How to Prepare a Boy for College: Part Two

9 years prior: When he asks why Betsy won't come out of the toilet paper tube for the 2nd day in a row, tell the truth. Dump your one good pair of pumps out of their protective box and hold your first backyard family funeral. Realize Fido is getting up in years. Buy a puppy. Purchase dozens of plastic boxes with lids to protect extensive, puppy-attracting Lego collection.

8 years prior: Fly by the seat of your pants when Fido dies. Have your husband come home early from work. Say goodbye to Fido and, for the first time, cry together as a family. Tell the quasi-truth — Fido will return in a cool ceramic jar after a trip to the Doggie Shrinking Machine.

7 Years Prior: Kiss the cut on your son's cheek and thank the boys who rescued him from the class bully at the annual school sockhop. Confront school principal over classroom bully who's chosen your future engineer, brainiac son as his main target. Let son see your anger and disappointment at principal's lack of action on his behalf. Teach son the concepts of self-preservation, patience and justice. Do not refrain from showing, only slightly restrained, expression of glee, when, 6 months later, class bully is expelled and sent to military boarding school.

6 Years Prior: Announce daddy has a new job three states away. Leave the only house and friends he's ever known, plus daily visits with Grandpa, to start all over midway through the school year. After driving him to school for 8 years, stand your son on his new street corner with other public school kids, who, judging by the look of the other Bus Stop Mommies, you assume and pray are not future ax murderers and who might also have an entire room in their house devoted to Legos.

5 Years Prior: Learn how to speak to a Middle School Boy. Celebrate, then later curse the day he announced he likes girls. Continue to support his Lego Habit.

4 Years Prior: Spend 4 hours in tears studying high school course offerings and one hour on phone with gracious 8th grade teacher who walks you through this new, overwhelming world.

3 Years Prior: Survive obtaining his Learner's Permit. Survive him driving you through empty parking lots and intersections. Smile when he announces he's going over to Nick's "to play Legos."

2 Years Prior: Weep when your son fails his driver's license road test. Weep when he passes. Convert dining room into practice grounds for school engineering club. Learn to fix dinner while motorized Lego robots chase the dog through the kitchen. Talk about colleges. Nag son to study for SAT and ACT. Hand him Visa card for test fees.

1 Year Prior: Visit colleges. Buy bigger mailbox to handle influx of recruitment materials. Spend four days in tears helping son fill out applications. Hand him Visa card for application fees. Celebrate his acceptance to his favorite university. Smile when he declares his major in Biomedical Engineering.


EXERCISE DESCRIPTION
Every record below should be copied exactly, with the pictures left out.
SOURCE DATA Block Start
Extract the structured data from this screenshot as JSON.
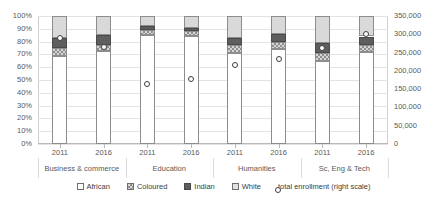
{
  "chart_data": {
    "type": "bar",
    "subtype": "stacked-percent-bar-with-line-markers",
    "title": "",
    "xlabel": "",
    "ylabel": "",
    "y_left": {
      "label": "",
      "ticks": [
        "0%",
        "10%",
        "20%",
        "30%",
        "40%",
        "50%",
        "60%",
        "70%",
        "80%",
        "90%",
        "100%"
      ],
      "min": 0,
      "max": 100,
      "step": 10
    },
    "y_right": {
      "label": "total enrollment (right scale)",
      "ticks": [
        "0",
        "50,000",
        "100,000",
        "150,000",
        "200,000",
        "250,000",
        "300,000",
        "350,000"
      ],
      "min": 0,
      "max": 350000,
      "step": 50000
    },
    "grid": true,
    "legend_position": "bottom",
    "groups": [
      {
        "label": "Business & commerce",
        "years": [
          "2011",
          "2016"
        ]
      },
      {
        "label": "Education",
        "years": [
          "2011",
          "2016"
        ]
      },
      {
        "label": "Humanities",
        "years": [
          "2011",
          "2016"
        ]
      },
      {
        "label": "Sc, Eng & Tech",
        "years": [
          "2011",
          "2016"
        ]
      }
    ],
    "categories": [
      "Business & commerce 2011",
      "Business & commerce 2016",
      "Education 2011",
      "Education 2016",
      "Humanities 2011",
      "Humanities 2016",
      "Sc, Eng & Tech 2011",
      "Sc, Eng & Tech 2016"
    ],
    "series": [
      {
        "name": "African",
        "values": [
          69,
          73,
          85,
          84,
          71,
          74,
          65,
          72
        ]
      },
      {
        "name": "Coloured",
        "values": [
          6,
          4,
          4,
          4,
          6,
          6,
          6,
          5
        ]
      },
      {
        "name": "Indian",
        "values": [
          8,
          8,
          3,
          3,
          6,
          6,
          8,
          7
        ]
      },
      {
        "name": "White",
        "values": [
          17,
          15,
          8,
          9,
          17,
          14,
          21,
          16
        ]
      }
    ],
    "marker_series": {
      "name": "total enrollment (right scale)",
      "axis": "right",
      "values": [
        290000,
        265000,
        165000,
        178000,
        215000,
        232000,
        262000,
        300000
      ]
    }
  },
  "legend": {
    "items": [
      {
        "key": "african",
        "label": "African"
      },
      {
        "key": "coloured",
        "label": "Coloured"
      },
      {
        "key": "indian",
        "label": "Indian"
      },
      {
        "key": "white",
        "label": "White"
      },
      {
        "key": "marker",
        "label": "total enrollment (right scale)"
      }
    ]
  }
}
SOURCE DATA Block End
SOLUTION BELOW
Extract the structured data from this screenshot as JSON.
{
  "chart_data": {
    "type": "bar",
    "subtype": "stacked-percent-bar-with-line-markers",
    "title": "",
    "xlabel": "",
    "ylabel": "",
    "y_left": {
      "label": "",
      "ticks": [
        "0%",
        "10%",
        "20%",
        "30%",
        "40%",
        "50%",
        "60%",
        "70%",
        "80%",
        "90%",
        "100%"
      ],
      "min": 0,
      "max": 100,
      "step": 10
    },
    "y_right": {
      "label": "total enrollment (right scale)",
      "ticks": [
        "0",
        "50,000",
        "100,000",
        "150,000",
        "200,000",
        "250,000",
        "300,000",
        "350,000"
      ],
      "min": 0,
      "max": 350000,
      "step": 50000
    },
    "grid": true,
    "legend_position": "bottom",
    "groups": [
      {
        "label": "Business & commerce",
        "years": [
          "2011",
          "2016"
        ]
      },
      {
        "label": "Education",
        "years": [
          "2011",
          "2016"
        ]
      },
      {
        "label": "Humanities",
        "years": [
          "2011",
          "2016"
        ]
      },
      {
        "label": "Sc, Eng & Tech",
        "years": [
          "2011",
          "2016"
        ]
      }
    ],
    "categories": [
      "Business & commerce 2011",
      "Business & commerce 2016",
      "Education 2011",
      "Education 2016",
      "Humanities 2011",
      "Humanities 2016",
      "Sc, Eng & Tech 2011",
      "Sc, Eng & Tech 2016"
    ],
    "series": [
      {
        "name": "African",
        "values": [
          69,
          73,
          85,
          84,
          71,
          74,
          65,
          72
        ]
      },
      {
        "name": "Coloured",
        "values": [
          6,
          4,
          4,
          4,
          6,
          6,
          6,
          5
        ]
      },
      {
        "name": "Indian",
        "values": [
          8,
          8,
          3,
          3,
          6,
          6,
          8,
          7
        ]
      },
      {
        "name": "White",
        "values": [
          17,
          15,
          8,
          9,
          17,
          14,
          21,
          16
        ]
      }
    ],
    "marker_series": {
      "name": "total enrollment (right scale)",
      "axis": "right",
      "values": [
        290000,
        265000,
        165000,
        178000,
        215000,
        232000,
        262000,
        300000
      ]
    }
  },
  "legend": {
    "items": [
      {
        "key": "african",
        "label": "African"
      },
      {
        "key": "coloured",
        "label": "Coloured"
      },
      {
        "key": "indian",
        "label": "Indian"
      },
      {
        "key": "white",
        "label": "White"
      },
      {
        "key": "marker",
        "label": "total enrollment (right scale)"
      }
    ]
  }
}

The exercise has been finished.